Mason also practiced medicine in Alexandria, Virginia (part of the District of Columbia until 1847) and spent the American Civil War in Richmond working for the Confederate States Army.
The marriage produced four sons and four daughters who survived to adulthood (an elder brother George William Mason was born at Hollin Hall in 1791 and would move to Kentucky where he died in 1855).
Thomson Mason would serve in both houses of the Virginia General Assembly during his boy's childhood.
George Mason also served as one of Virginia's representatives to the federal Constitutional Convention in 1783, where he became known in part for his denunciations of slavery and the slave trade, and later became one of the most noted anti-Federalists at the Virginia Ratification Convention of 1788, though he died months before this boy's birth.
[1] His maternal grandfather, Richard Chichester (1736–1796), for whom the boy was named, was also a planter and local government official.
Mason received a private education appropriate to his class, then traveled to Philadelphia to attend the University of Pennsylvania School of Medicine.
George Mason had died on October 7, 1792, after training his three eldest sons including Thomson Mason (who shared the name with his lawyer uncle, who died before his brother) to operate using enslaved labor even before they reached reaching legal age to hold property.
[8] While practicing medicine in Alexandria (before retiring at age 45),[1] Mason also served as a justice of the peace in Fairfax County.
[13] Shortly after Virginia voted to secede from the Union at the beginning of the American Civil War, Union troops occupied Alexandria and commandeered Mason's house because of its proximity to the strategically important railroad which connected the town to the state capitol at Richmond.
Mason returned home at age 72 to find the mansion at Okeley had been used during the war as a hospital (particularly for infectious smallpox patients), then burned to the ground.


[PROMPT]
Skip the pictures and retype exactly the lines from the one holding "Read all visible content and emit it as JSON." through the end of the entries.

[Figure dataset records]
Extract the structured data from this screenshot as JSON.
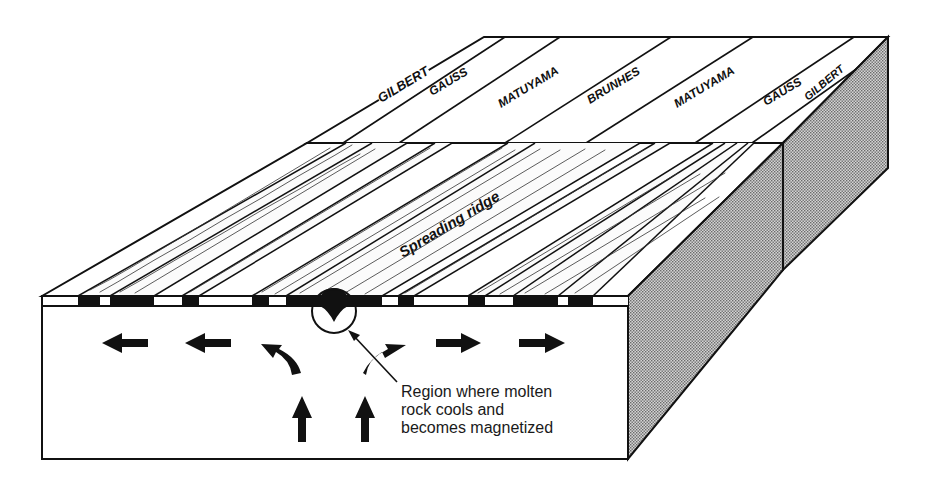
{
  "figure": {
    "type": "block diagram"
  },
  "colors": {
    "ink": "#111111",
    "background": "#ffffff",
    "side_shade": "#b8b8b8",
    "magnetized_band": "#111111"
  },
  "polarity_epochs": {
    "labels": [
      "GILBERT",
      "GAUSS",
      "MATUYAMA",
      "BRUNHES",
      "MATUYAMA",
      "GAUSS",
      "GILBERT"
    ],
    "items": [
      {
        "label": "GILBERT",
        "side": "left"
      },
      {
        "label": "GAUSS",
        "side": "left"
      },
      {
        "label": "MATUYAMA",
        "side": "left"
      },
      {
        "label": "BRUNHES",
        "side": "center"
      },
      {
        "label": "MATUYAMA",
        "side": "right"
      },
      {
        "label": "GAUSS",
        "side": "right"
      },
      {
        "label": "GILBERT",
        "side": "right"
      }
    ]
  },
  "surface_labels": {
    "ridge": "Spreading ridge"
  },
  "callout": {
    "line1": "Region where molten",
    "line2": "rock cools and",
    "line3": "becomes magnetized",
    "full_text": "Region where molten rock cools and becomes magnetized"
  },
  "flow_arrows": {
    "left_horizontal": 2,
    "right_horizontal": 2,
    "curved_upward": 2,
    "vertical_upward": 2
  },
  "magnetic_strip_pattern": [
    {
      "color": "white",
      "x0": 43,
      "x1": 78
    },
    {
      "color": "black",
      "x0": 78,
      "x1": 100
    },
    {
      "color": "white",
      "x0": 100,
      "x1": 110
    },
    {
      "color": "black",
      "x0": 110,
      "x1": 154
    },
    {
      "color": "white",
      "x0": 154,
      "x1": 182
    },
    {
      "color": "black",
      "x0": 182,
      "x1": 199
    },
    {
      "color": "white",
      "x0": 199,
      "x1": 252
    },
    {
      "color": "black",
      "x0": 252,
      "x1": 269
    },
    {
      "color": "white",
      "x0": 269,
      "x1": 286
    },
    {
      "color": "black",
      "x0": 286,
      "x1": 382
    },
    {
      "color": "white",
      "x0": 382,
      "x1": 398
    },
    {
      "color": "black",
      "x0": 398,
      "x1": 414
    },
    {
      "color": "white",
      "x0": 414,
      "x1": 468
    },
    {
      "color": "black",
      "x0": 468,
      "x1": 485
    },
    {
      "color": "white",
      "x0": 485,
      "x1": 513
    },
    {
      "color": "black",
      "x0": 513,
      "x1": 558
    },
    {
      "color": "white",
      "x0": 558,
      "x1": 568
    },
    {
      "color": "black",
      "x0": 568,
      "x1": 593
    },
    {
      "color": "white",
      "x0": 593,
      "x1": 628
    }
  ]
}
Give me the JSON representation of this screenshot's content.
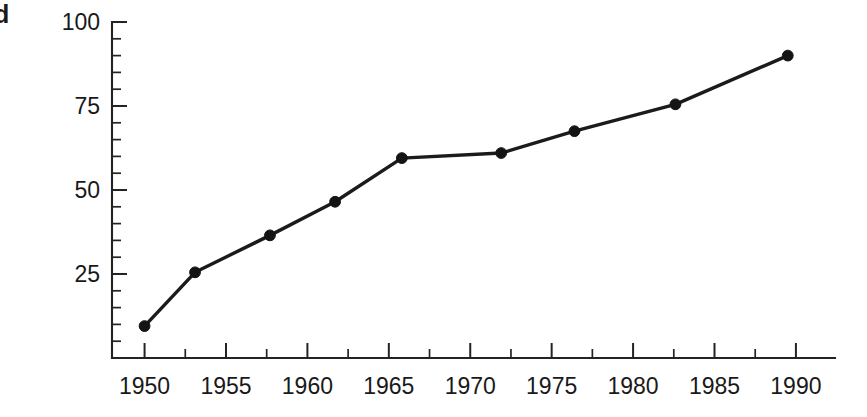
{
  "margin_glyph": "d",
  "chart_data": {
    "type": "line",
    "title": "",
    "xlabel": "",
    "ylabel": "World fish catch (in mmt)",
    "xlim": [
      1948.0,
      1992.4
    ],
    "ylim": [
      0,
      100
    ],
    "grid": false,
    "legend": null,
    "x_ticks": [
      1950,
      1955,
      1960,
      1965,
      1970,
      1975,
      1980,
      1985,
      1990
    ],
    "x_tick_labels": [
      "1950",
      "1955",
      "1960",
      "1965",
      "1970",
      "1975",
      "1980",
      "1985",
      "1990"
    ],
    "x_minor_tick_step": 2.5,
    "y_ticks": [
      25,
      50,
      75,
      100
    ],
    "y_tick_labels": [
      "25",
      "50",
      "75",
      "100"
    ],
    "y_minor_tick_step": 5,
    "marker": "filled-circle",
    "x": [
      1950.0,
      1953.1,
      1957.7,
      1961.7,
      1965.8,
      1971.9,
      1976.4,
      1982.6,
      1989.5
    ],
    "values": [
      9.5,
      25.5,
      36.5,
      46.5,
      59.5,
      61.0,
      67.5,
      75.5,
      90.0
    ],
    "points": [
      {
        "x": 1950.0,
        "y": 9.5
      },
      {
        "x": 1953.1,
        "y": 25.5
      },
      {
        "x": 1957.7,
        "y": 36.5
      },
      {
        "x": 1961.7,
        "y": 46.5
      },
      {
        "x": 1965.8,
        "y": 59.5
      },
      {
        "x": 1971.9,
        "y": 61.0
      },
      {
        "x": 1976.4,
        "y": 67.5
      },
      {
        "x": 1982.6,
        "y": 75.5
      },
      {
        "x": 1989.5,
        "y": 90.0
      }
    ],
    "colors": {
      "line": "#1b1b1b",
      "marker": "#141414",
      "axis": "#232323",
      "text": "#191919",
      "background": "#ffffff"
    }
  }
}
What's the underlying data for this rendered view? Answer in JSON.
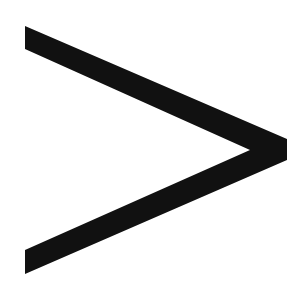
{
  "symbol": {
    "name": "greater-than",
    "glyph": ">",
    "color": "#111111",
    "background": "#ffffff"
  }
}
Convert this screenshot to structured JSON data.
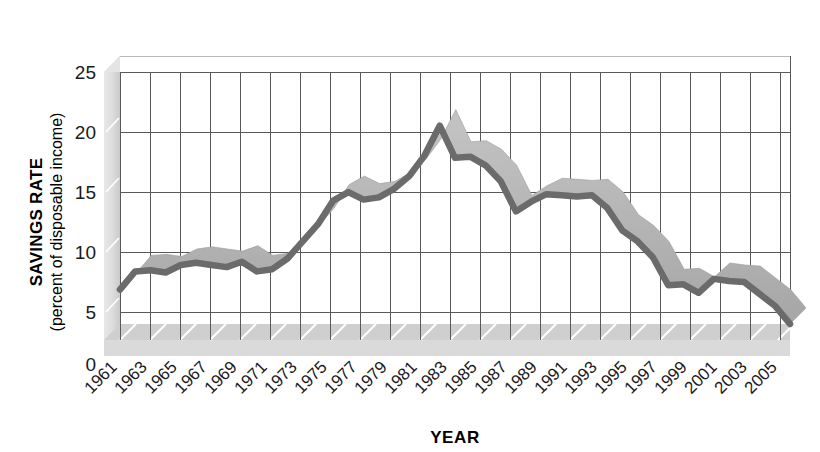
{
  "chart_data": {
    "type": "line",
    "title": "",
    "xlabel": "YEAR",
    "ylabel_main": "SAVINGS RATE",
    "ylabel_sub": "(percent of disposable income)",
    "ylim": [
      0,
      25
    ],
    "xlim": [
      1961,
      2005
    ],
    "y_ticks": [
      0,
      5,
      10,
      15,
      20,
      25
    ],
    "x_ticks": [
      "1961",
      "1963",
      "1965",
      "1967",
      "1969",
      "1971",
      "1973",
      "1975",
      "1977",
      "1979",
      "1981",
      "1983",
      "1985",
      "1987",
      "1989",
      "1991",
      "1993",
      "1995",
      "1997",
      "1999",
      "2001",
      "2003",
      "2005"
    ],
    "grid": true,
    "legend": "none",
    "style": "3d-ribbon",
    "colors": {
      "line_front": "#6b6b6b",
      "line_top": "#b5b5b5",
      "line_side": "#8f8f8f",
      "grid": "#5a5a5a",
      "wall": "#d8d8d8",
      "floor": "#c6c6c6",
      "plot_bg": "#ffffff",
      "text": "#1a1a1a"
    },
    "series": [
      {
        "name": "Savings rate",
        "x": [
          1961,
          1962,
          1963,
          1964,
          1965,
          1966,
          1967,
          1968,
          1969,
          1970,
          1971,
          1972,
          1973,
          1974,
          1975,
          1976,
          1977,
          1978,
          1979,
          1980,
          1981,
          1982,
          1983,
          1984,
          1985,
          1986,
          1987,
          1988,
          1989,
          1990,
          1991,
          1992,
          1993,
          1994,
          1995,
          1996,
          1997,
          1998,
          1999,
          2000,
          2001,
          2002,
          2003,
          2004,
          2005
        ],
        "values": [
          4.7,
          6.4,
          6.5,
          6.3,
          7.0,
          7.2,
          7.0,
          6.8,
          7.3,
          6.4,
          6.6,
          7.6,
          9.2,
          10.8,
          13.0,
          13.8,
          13.1,
          13.3,
          14.1,
          15.3,
          17.2,
          20.0,
          17.0,
          17.1,
          16.3,
          14.8,
          12.0,
          12.9,
          13.6,
          13.5,
          13.4,
          13.5,
          12.3,
          10.2,
          9.2,
          7.7,
          5.1,
          5.2,
          4.4,
          5.7,
          5.5,
          5.4,
          4.3,
          3.2,
          1.5
        ]
      }
    ]
  },
  "axis": {
    "y_title_main": "SAVINGS RATE",
    "y_title_sub": "(percent of disposable income)",
    "x_title": "YEAR"
  }
}
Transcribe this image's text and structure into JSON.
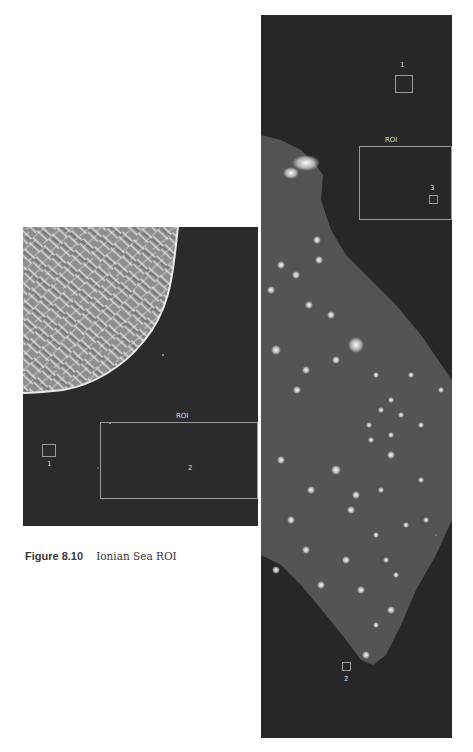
{
  "caption": {
    "figure_number": "Figure 8.10",
    "title": "Ionian Sea ROI"
  },
  "left_image": {
    "roi_label": "ROI",
    "markers": [
      {
        "label": "1"
      },
      {
        "label": "2"
      }
    ]
  },
  "right_image": {
    "roi_label": "ROI",
    "markers": [
      {
        "label": "1"
      },
      {
        "label": "3"
      },
      {
        "label": "2"
      }
    ]
  },
  "colors": {
    "sea": "#2b2b2b",
    "land_left": "#9a9a9a",
    "land_right": "#555555",
    "roi_outline": "#9a9a9a",
    "background": "#ffffff"
  }
}
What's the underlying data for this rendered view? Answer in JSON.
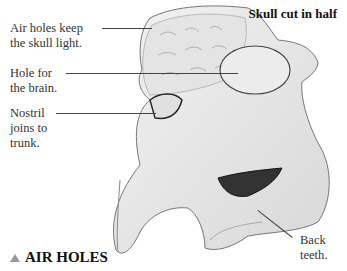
{
  "title": "Skull cut in half",
  "labels": {
    "air_holes": [
      "Air holes keep",
      "the skull light."
    ],
    "brain_hole": [
      "Hole for",
      "the brain."
    ],
    "nostril": [
      "Nostril",
      "joins to",
      "trunk."
    ],
    "back_teeth": [
      "Back",
      "teeth."
    ]
  },
  "heading": {
    "text": "AIR HOLES",
    "icon": "triangle-up-icon",
    "icon_color": "#999999"
  }
}
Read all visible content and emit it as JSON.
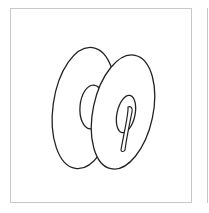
{
  "image": {
    "subject": "spool",
    "description": "Line drawing of a thread spool / bobbin with two discs and a slotted hub hole",
    "colors": {
      "stroke": "#222222",
      "frame": "#c8c8c8",
      "background": "#ffffff"
    }
  }
}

[FINAL ANSWER]
Read all visible content and emit it as JSON.
{
  "image": {
    "subject": "spool",
    "description": "Line drawing of a thread spool / bobbin with two discs and a slotted hub hole",
    "colors": {
      "stroke": "#222222",
      "frame": "#c8c8c8",
      "background": "#ffffff"
    }
  }
}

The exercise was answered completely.